There’s a weird subjective phenomenon at work. How Vue’s compiler actually works is not that much different than what Svelte is doing. However, how I understand Vue’s compiler to work still falls within my Overton window for what’s acceptable for a codemod. I think developers have drastically different Overton windows.

tl;dr

This is a long-winded way to say I think Vue’s compiler is more like a Source-to-Source compiler (a transpiler, keeping the abstraction at the same level) and Svelte is like a Bytecode compiler (non-human readable, designed for efficient execution). And while the interface is the same (write code → run command → get code), there are subtle differences there.

The more you leverage a compilation process, the more you start writing code for the compiler that has no chance of portability and that I feel has problems down the road. Think of how no one at the company wants to touch the Webpack config for fear of it all falling down. Every shortcut is a potential pain point in a refactor down the road.

There’s a general issue about complexity and introducing another level of abstraction when it’s not necessary. As the fundamental theory of software engineering and its correlary states:

“We can solve any problem by introducing an abstraction layer… except for the problem of too many abstraction layers”

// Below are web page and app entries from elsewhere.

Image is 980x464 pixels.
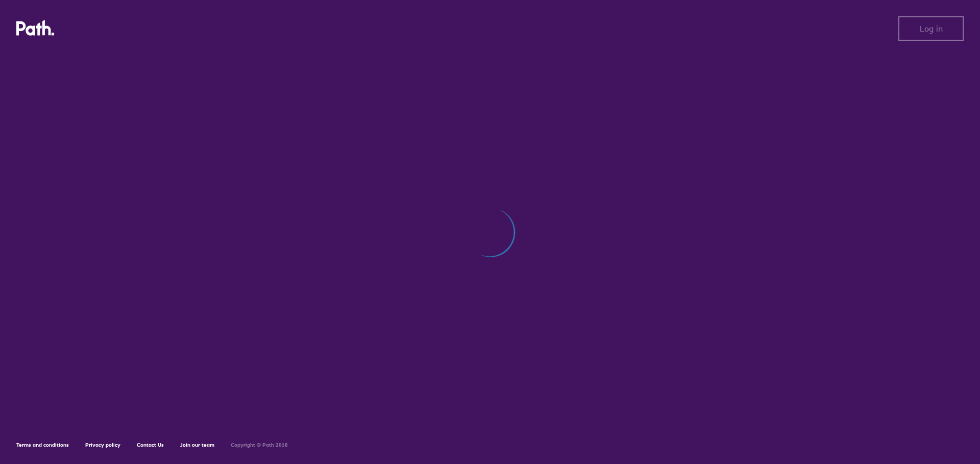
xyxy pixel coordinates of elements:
[919,24,943,33] span: Log in
[136,441,164,448] a: Contact Us
[231,442,288,448] h6: Copyright © Path 2018
[85,441,121,448] a: Privacy policy
[17,441,69,448] a: Terms and conditions
[180,441,214,448] a: Join our team
[898,17,963,41] button: Log in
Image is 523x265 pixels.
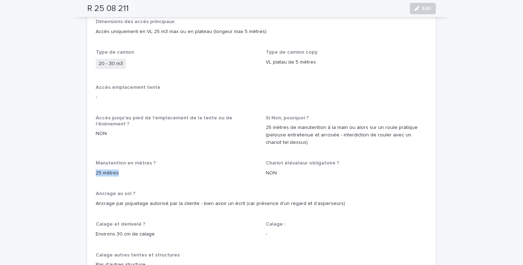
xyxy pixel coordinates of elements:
[266,170,427,177] p: NON
[266,161,339,166] span: Chariot élévateur obligatoire ?
[96,130,257,138] p: NON
[266,222,285,227] span: Calage :
[96,161,156,166] span: Manutention en mètres ?
[96,253,180,258] span: Calage autres tentes et structures
[266,59,427,66] p: VL platau de 5 mètres
[96,93,427,101] p: -
[96,191,135,196] span: Ancrage au sol ?
[266,231,427,238] p: -
[266,124,427,146] p: 25 mètres de manutention à la main ou alors sur un roule pratique (pelouse entretenue et arrosée ...
[422,6,431,11] span: Edit
[409,3,435,14] button: Edit
[96,170,257,177] p: 25 mètres
[96,222,145,227] span: Calage et denivelé ?
[266,50,317,55] span: Type de camion copy
[96,28,427,36] p: Accès uniquement en VL 25 m3 max ou en plateau (longeur max 5 mètres)
[87,4,129,14] h2: R 25 08 211
[96,116,232,127] span: Accès jusqu'au pied de l'emplacement de la tente ou de l'événement ?
[96,231,257,238] p: Environs 30 cm de calage
[96,19,174,24] span: Dimensions des accès principaux
[96,85,160,90] span: Accès emplacement tente
[96,50,134,55] span: Type de camion
[96,200,427,208] p: Ancrage par piquetage autorisé par la cliente - bien avoir un écrit (car présence d'un regard et ...
[96,59,126,69] span: 20 - 30 m3
[266,116,309,121] span: Si Non, pourquoi ?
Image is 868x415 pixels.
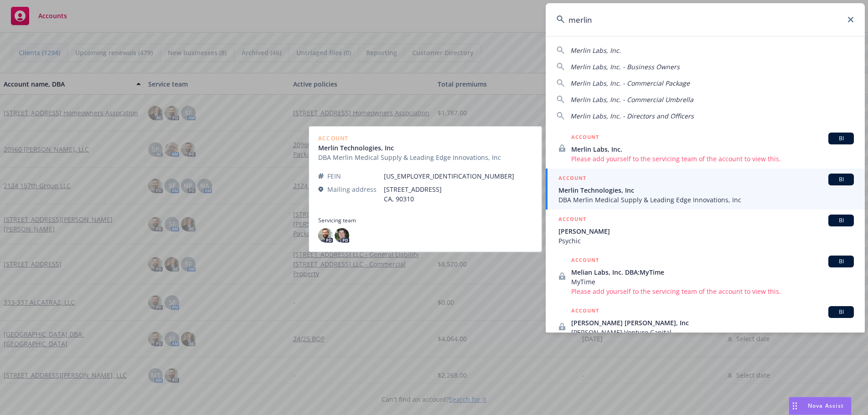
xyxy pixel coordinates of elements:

Regardless of how convenient something is to add into my build process, I still want to abide in the Rule of Least Power as a programming principle. My ideal coding environment is to have zero build processes. Those who build with Web Components have tasted this buildless future. The before/after for a Lit web component looks like this…

// Input
import { LitElement, html } from 'lit'

class MyComponent extends LitElement {
  constructor() {
		super();
		this.name = 'world'
  }

	render() {
		return html`<div>hello ${name}!</div>`
	}
}
// Output
import { LitElement, html } from '/node_modules/lit/index.js'

class MyComponent extends LitElement {
  constructor() {
		super();
		this.name = 'world'
  }

	render() {
		return html`<div>hello ${name}!</div>`
	}
}

The inputs and outputs are the same except we’ve converted the non-standard npm module magic package link to now point to a real file on the computer. Import Maps make this even better. The age-old argument that “you’re going to use a compiler anyways” isn’t true anymore. My ideal “compiler” right now might be something that generates an import map and injects it into my pages then touches nothing else except possibly minifying (without uglification).

This isn’t to dissuade people from using the tools they want to use. This is me explaining why I caveat or kick against compilation and build processes in general. I probably need to unpack some emotional baggage from past decades of work doing ObjC, .Net, and Java client work. Those were not my favorite projects and I think I will always prefer lightweight, non-typed scripting languages. I also over-index on code portability and the hypothetical need to migrate away from a technology, that’s on me as well.

Anyways, my criticisms aren’t about Svelte or Vue and probably more general about compilers themselves. I’m tired of them. I’ve built a lot of code modification pipelines over the years and you know what always breaks down? The code modification pipelines.

Alas, I write this in the full and complete irony of despite being so defensive about compiler and vendor lock-in, I’m stuck on Nuxt 2 because the Nuxt 2 → Nuxt 3 migration is too difficult for my app right now. Hoisted by my own framework petard.